No Spam

Net Log John Makulowich No Spam Hot off the virtual press from the Internet Engineering Task Force, the principal group for developing new Internet standards, is a critical draft document on spam. This document is targeted to users, system administrators, news administrators and mailing list managers.

Net Log
John Makulowich

No Spam

Hot off the virtual press from the Internet Engineering Task Force, the principal group for developing new Internet standards, is a critical draft document on spam.

This document is targeted to users, system administrators, news administrators and mailing list managers. Beyond that select group, however, this working draft is required reading that will appeal to policy-makers and anyone else responsible for the sensible and productive use of e-mail.

Authored by Sally Hambridge of Intel Corp., Albert Lunde of Northwestern University and the task force's Responsible Use of the Network Working Group, the draft has much detail about this Internet scourge. While the data are anecdotal, spam growth seems to correlate with the growth of Internet use.

You can find the complete document, titled, "DON'T SPEW: A Set of Guidelines for Mass Unsolicited Mailings and Postings (spam*)," at www.ietf.cnri.reston.va.us/internet-drafts/
draft-ietf-run-spew-04.txt.
Be mindful of its status as a draft document, a "work in progress" valid for six months at most. Comments are welcome. You can submit yours to ietf-run@mailbag.intel.com.

The document greatly details about why spam, or mass unsolicited electronic mail or Net news postings, is generally harmful to the Internet. It offers guidelines for dealing with it as well as suggestions for Internet service providers - major and often unwilling spam distributors.

As the document notes, the rise of spam coincided with the government's withdrawal from Internet funding and the global network's opening to the private sector. When the Internet largely was the province of the research, development and education community sited at federal laboratories and universities, e-mail rules evolved under the rubric of net-iquette. With the onset of free and open commerce, all that changed.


> **Task prompt**:
Would you filter the listing below so that only lines with the word "left" remain?

----- Data excerpts -----

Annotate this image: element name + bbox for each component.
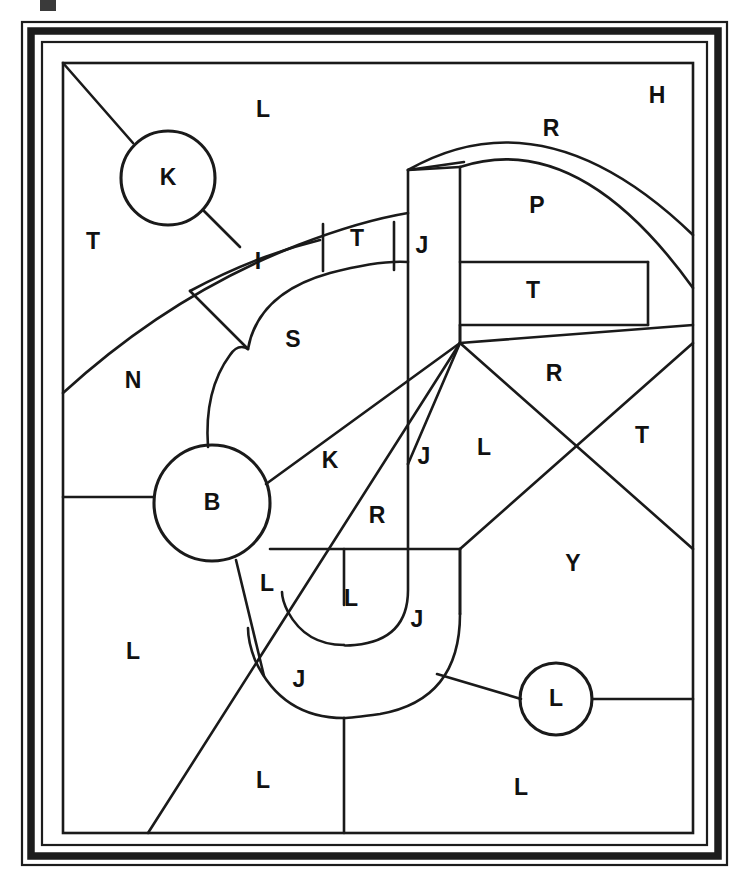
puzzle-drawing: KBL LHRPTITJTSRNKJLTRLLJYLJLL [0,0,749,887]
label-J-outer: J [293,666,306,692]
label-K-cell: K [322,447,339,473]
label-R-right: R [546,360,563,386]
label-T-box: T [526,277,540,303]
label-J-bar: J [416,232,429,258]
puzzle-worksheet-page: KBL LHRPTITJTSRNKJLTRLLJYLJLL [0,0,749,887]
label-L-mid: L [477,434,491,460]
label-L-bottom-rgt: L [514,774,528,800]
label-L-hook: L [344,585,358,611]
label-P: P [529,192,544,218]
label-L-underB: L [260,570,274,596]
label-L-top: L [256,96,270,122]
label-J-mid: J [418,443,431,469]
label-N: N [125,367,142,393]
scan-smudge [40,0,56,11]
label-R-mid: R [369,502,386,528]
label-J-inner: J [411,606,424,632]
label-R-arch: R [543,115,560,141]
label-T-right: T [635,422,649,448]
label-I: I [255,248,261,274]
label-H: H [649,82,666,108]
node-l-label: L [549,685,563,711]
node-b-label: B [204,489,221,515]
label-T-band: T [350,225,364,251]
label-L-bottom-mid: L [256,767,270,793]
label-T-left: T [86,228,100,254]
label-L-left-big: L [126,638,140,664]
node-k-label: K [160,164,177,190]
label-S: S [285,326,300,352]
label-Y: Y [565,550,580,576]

-----

> **Answer to this problem**:
label-T-left: T [86,228,100,254]
label-L-left-big: L [126,638,140,664]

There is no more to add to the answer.